In a new paper appearing in the current issue of the journal Acta Palaeontologia Polonica, Padian floats a new hypothesis: The T. rex’s arms shrank in length to prevent accidental or intentional amputation when a pack of T. rexes descended on a carcass with their massive heads and bone-crushing teeth.
In a new study published today in the Journal of Biogeography, researchers from the University of California, Berkeley, provide the first detailed description of the stunning array of fungi that make their home on the Polynesian island of Mo’orea. The collection includes more than 200 species of macrofungi — that is, fungi producing visible, fruiting bodies — many of which may be new to science.
For 25 years, UC Berkeley biologist Robert Dudley has been intrigued by humans’ love of alcohol. In 2014, he wrote a book proposing that our attraction to booze arose millions of years ago, when our ape and monkey ancestors discovered that the scent of alcohol led them to ripe, fermenting and nutritious fruit. A new study now supports this idea, which Dudley calls the “drunken monkey” hypothesis.
The discovery highlight the region’s “cryptic diversity” while simultaneously underscoring the importance of conservation in a global hotspot for biodiversity.
Many of today’s marine invertebrates, including sponges and jellyfish, have chromosomes with the same ancient structure they inherited from their primitive ancestors more than 600 million years ago, according to a new study.
While frog and salamander declines worldwide have made scientists outspoken about the need to preserve amphibian genetic diversity, two University of California, Berkeley, biologists emphasize another important reason for conserving these animals: their poisons.
A new study by biologists from the University of California, Berkeley, and Missouri State University in Springfield, however, documents songs in East African sunbirds that have remained nearly unchanged for more than 500,000 years, and perhaps for as long as 1 million years, making the songs nearly indistinguishable from those of relatives from which they’ve long been separated.
Look around any wetland today and you’re likely to see 3-foot-tall egrets or 4-foot-tall herons wading in the shallows in stealthy search of fish, insects or crustaceans.

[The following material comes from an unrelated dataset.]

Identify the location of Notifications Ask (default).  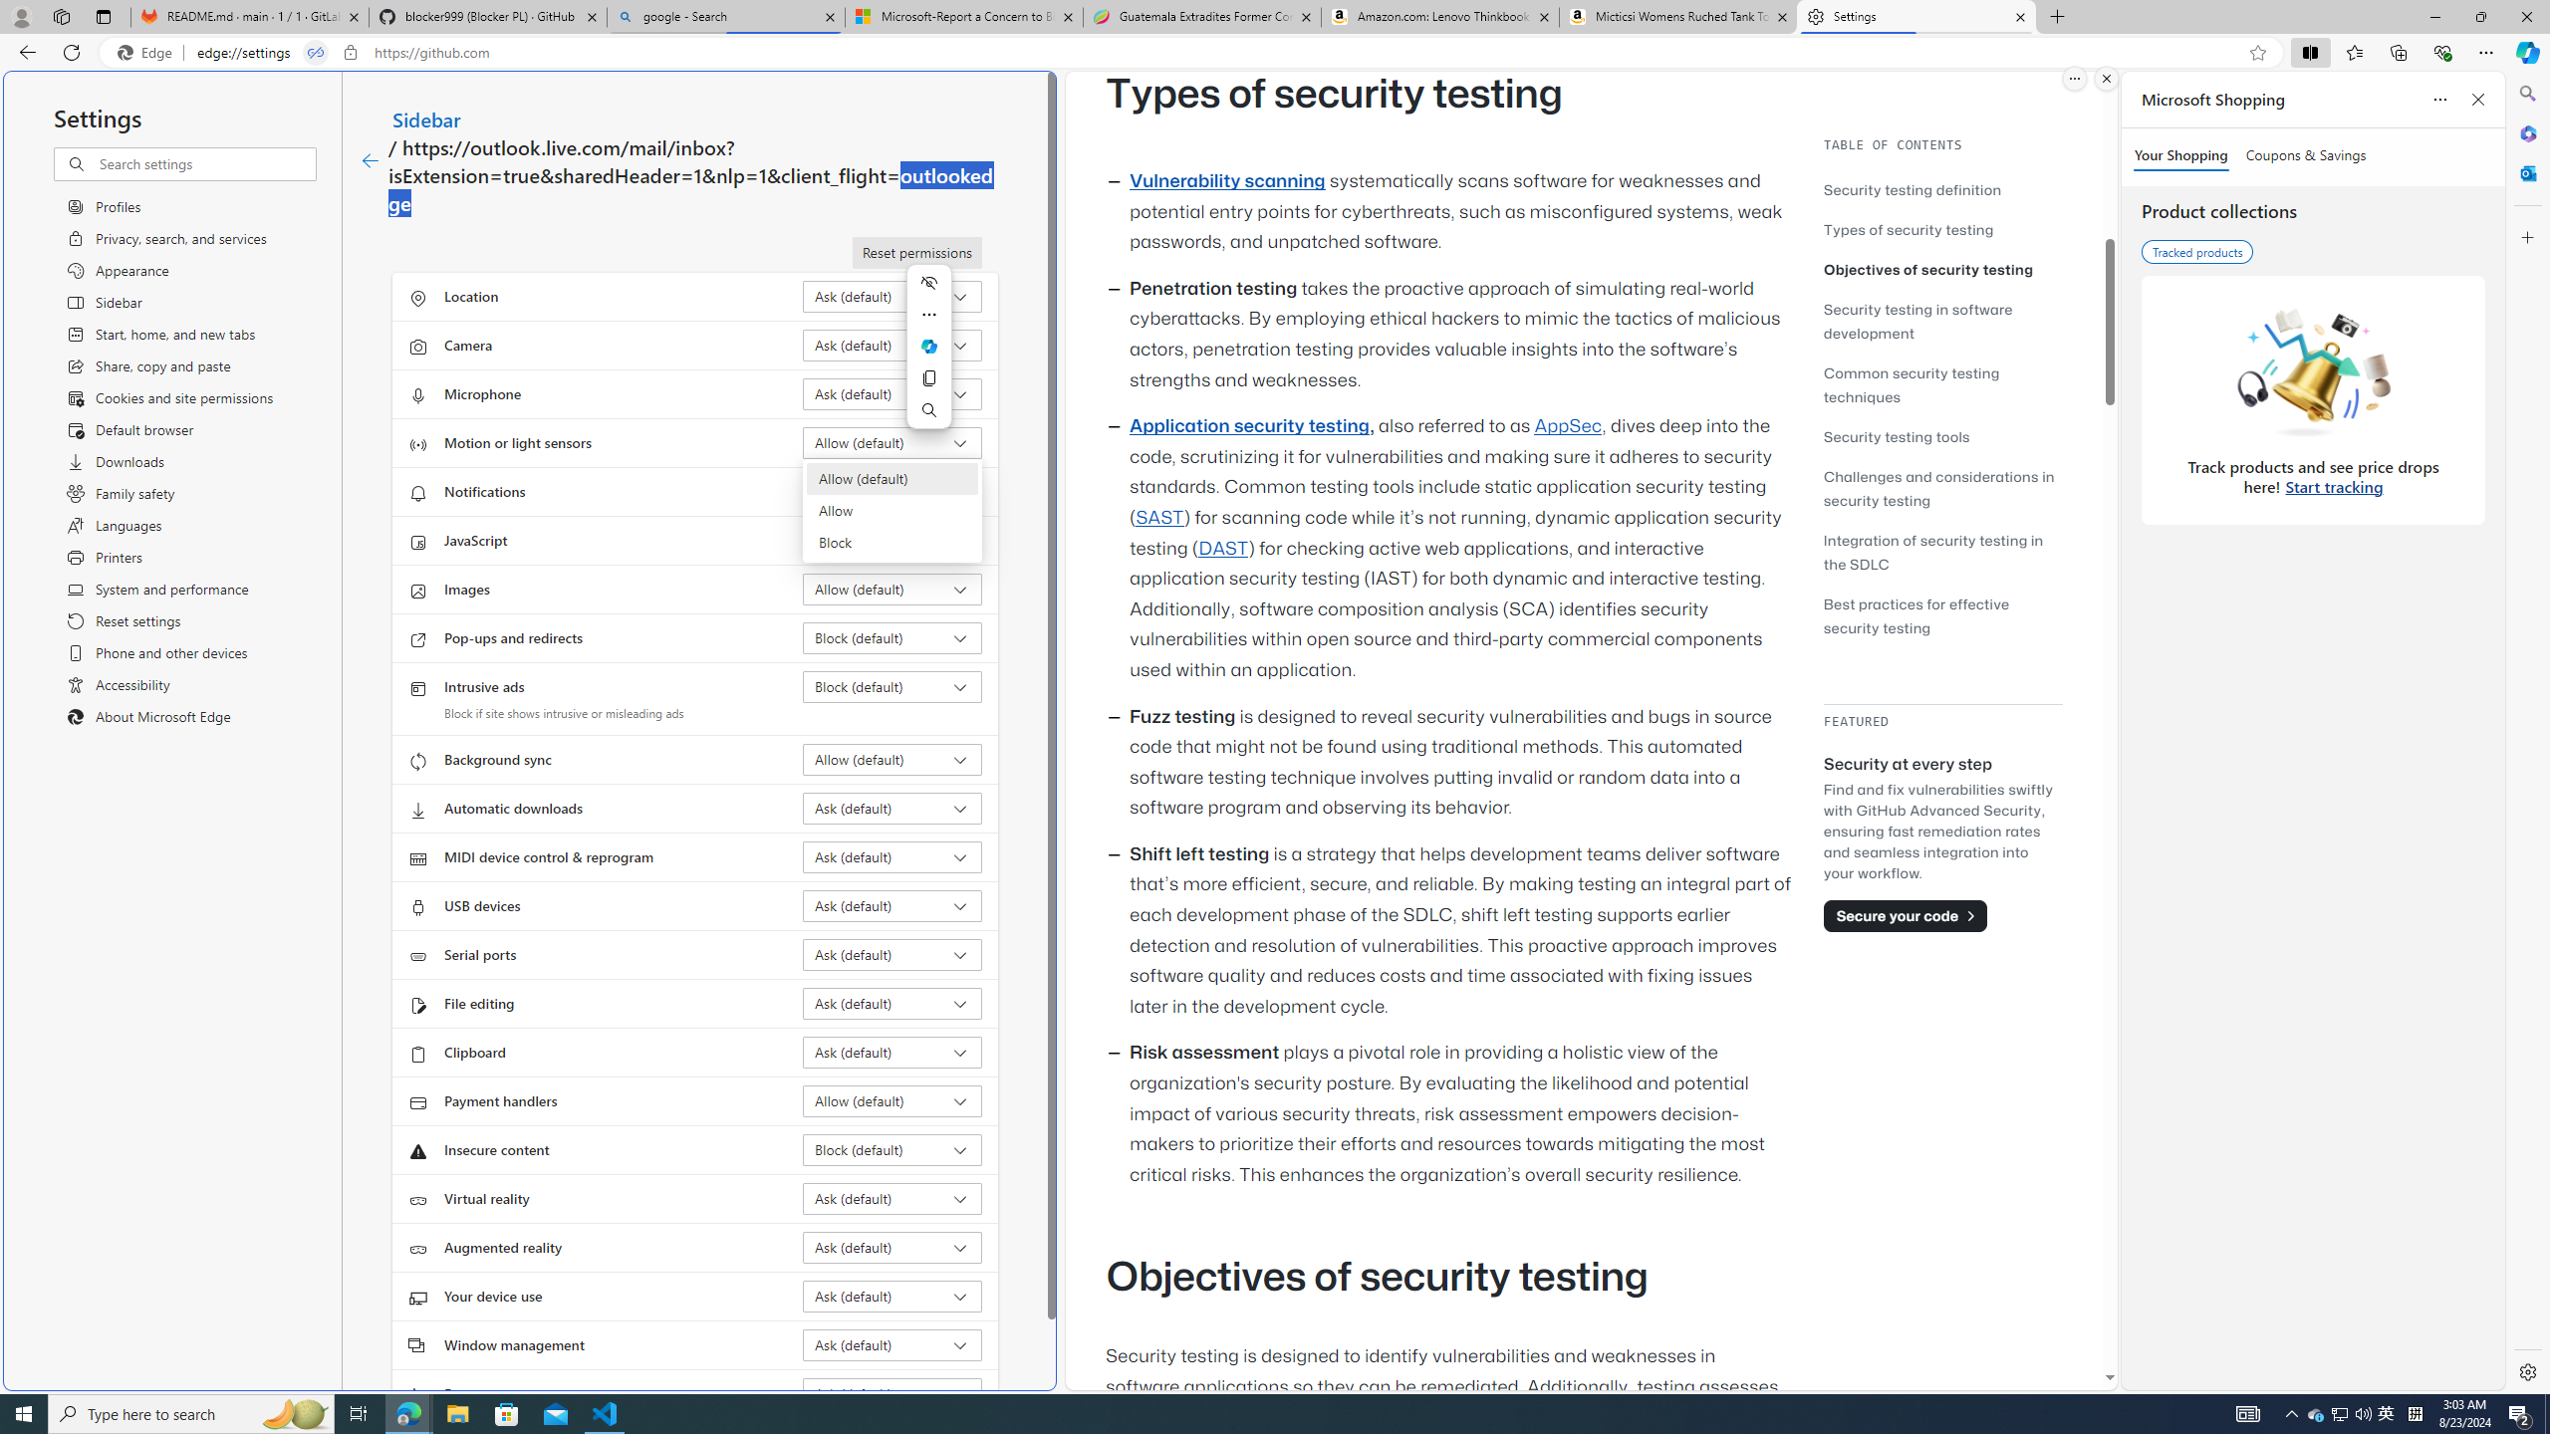
(892, 492).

But 70 million years ago, along the Rio Grande River in Texas, a more impressive and scarier creature stalked the marshes: the 12-foot-tall pterosaur known as Quetzalcoatlus. With a 37- to 40-foot wingspan, it was the largest flying animal that ever lived on Earth.
What if Indigenous diets could save our politically and ecologically strained planet? UC Berkeley archaeologists reconstructed the diets of ancient Andeans living around Lake Titicaca, which straddles Bolivia and Peru 12,500 feet above sea level. They found that quinoa, potatoes and llama meat helped fuel the Tiwanaku civilization through 2,500 years of political and climate upheaval.
In a study appearing this week in the journal Current Biology, researchers at the University of California, Berkeley, and UC Riverside report monarch-like genetic mutations in the genomes of four organisms that are known to eat monarchs: the black-headed grosbeak, a migratory bird that snacks on the butterflies at their overwintering home in Mexico; the eastern deer mouse, a close relative of the Mexican black-eared deer mouse that feeds on butterflies that fall to the ground; a tiny wasp that parasitizes monarch eggs; and a nematode that parasitizes insect larvae that feed on milkweed.
Berkeley News spoke with Harrower, now a first-year master’s student in the Department of Art Practice, about the power of art and science to spur social change and why she started a dating site for Joshua trees.
In a study appearing this week in the journal Science, biologists at the University of California, Berkeley, compare the genomes of nearly two-thirds of the known species of rockfish that inhabit coastal waters around the Pacific Ocean and uncover some of the genetic differences that underlie their widely varying lifespans.